The music collection from the family estate of the Eisenach bank employee Manfred Gorke (1897–1956) comprises 700 objects relating to the history of music in Saxony and Thuringia from the 17th to 19th century and contains several original manuscripts by Johann Sebastian Bach. The collection came to the public in 1929, was purchased by the City of Leipzig in 1935 and has been kept in the Leipzig Bach Archive since 1952.

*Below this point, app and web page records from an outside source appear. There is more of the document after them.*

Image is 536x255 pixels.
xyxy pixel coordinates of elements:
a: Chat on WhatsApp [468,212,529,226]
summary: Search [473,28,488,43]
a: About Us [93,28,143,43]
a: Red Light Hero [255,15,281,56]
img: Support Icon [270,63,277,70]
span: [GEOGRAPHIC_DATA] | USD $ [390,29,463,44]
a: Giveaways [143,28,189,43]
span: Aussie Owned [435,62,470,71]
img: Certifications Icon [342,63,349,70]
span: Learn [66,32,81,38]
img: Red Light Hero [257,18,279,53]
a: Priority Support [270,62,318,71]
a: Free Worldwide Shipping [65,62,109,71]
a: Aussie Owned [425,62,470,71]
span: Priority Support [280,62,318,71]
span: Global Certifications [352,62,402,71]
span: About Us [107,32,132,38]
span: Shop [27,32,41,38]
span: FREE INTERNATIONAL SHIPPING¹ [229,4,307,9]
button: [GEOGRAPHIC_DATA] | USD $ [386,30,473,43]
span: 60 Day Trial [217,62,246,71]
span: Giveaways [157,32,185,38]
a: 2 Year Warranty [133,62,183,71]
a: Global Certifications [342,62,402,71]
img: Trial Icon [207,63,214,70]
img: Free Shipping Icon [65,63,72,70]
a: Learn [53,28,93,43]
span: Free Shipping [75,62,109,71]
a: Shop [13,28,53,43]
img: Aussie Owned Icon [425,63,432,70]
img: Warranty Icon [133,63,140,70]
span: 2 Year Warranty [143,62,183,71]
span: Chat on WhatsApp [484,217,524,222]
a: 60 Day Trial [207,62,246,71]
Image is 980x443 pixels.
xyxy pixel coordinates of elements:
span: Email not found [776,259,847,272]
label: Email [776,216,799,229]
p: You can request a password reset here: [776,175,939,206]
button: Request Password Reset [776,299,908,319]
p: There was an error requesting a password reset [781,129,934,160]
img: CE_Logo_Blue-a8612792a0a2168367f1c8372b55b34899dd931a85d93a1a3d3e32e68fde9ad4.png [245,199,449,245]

Manfred Gorke was born in Hirschberg, Silesia, but had lived in Eisenach since 1914 at the latest. He came into possession of the extensive music collection through his grandfather's inheritance. Among the most valuable pieces in his collection are several original manuscripts by Johann Sebastian Bach, including the Mühlhäuser Hochzeitsquodlibet BWV 524 (Go. S. 300), the fragmentary copy of a concerto by Tomaso Albinoni BWV Anh. 23 (Go. S. 301) and two partial autographs: both the transcription of the Violin Sonata BWV 1021 (Go. S. 3) made jointly by Bach and his wife Anna Magdalena and an instrumental concerto by the Italian Pietro Locatelli op. 1, No. 8 (Go. S. 4). Other manuscripts in Gorke's collection come from the immediate vicinity of the Leipzig churches and thus from Bach's extended sphere of activity. Among them are original manuscripts by his pupils Johann Christoph Altnickol, Heinrich Nikolaus Gerber, Johann Philipp Kirnberger and Johann Tobias Krebs. The collection also includes the autograph chorale book by Johann Friedrich Doles (Cantor at St. Thomas 1756–1789) and a copy of the motets from »Florilegium portense« made by students of St. Thomas in the 1750s.
After negotiations with several music publishers for the exclusive publication rights to individual works, Gorke reached an agreement with the City of Leipzig in the spring of 1935 to purchase the collection and place it in the Public library. After the war, it became part of the holdings of the Music Library of the City of Leipzig, which was founded in 1954, but had already been in the Bach Archive since 1952 and remained there for permanent storage. When the Bach Archive was transformed into a foundation under civil law in 1998, the collection was transferred to its assets.
After the first cataloging of the collection in a two-volume catalog initiated by Gorke himself in the early 1930s (Go. S. 702), the first scholarly processing of the entire corpus was carried out by Hans-Joachim Schulze, who published a catalog of the Manfred Gorke Collection in 1977 (Bibliographische Veröffentlichungen der Musikbibliothek der Stadt Leipzig, 8). As part of the Saxon state digitization programme of the SLUB Dresden, the collection was completely digitized and is available online (see Sachsen.digital).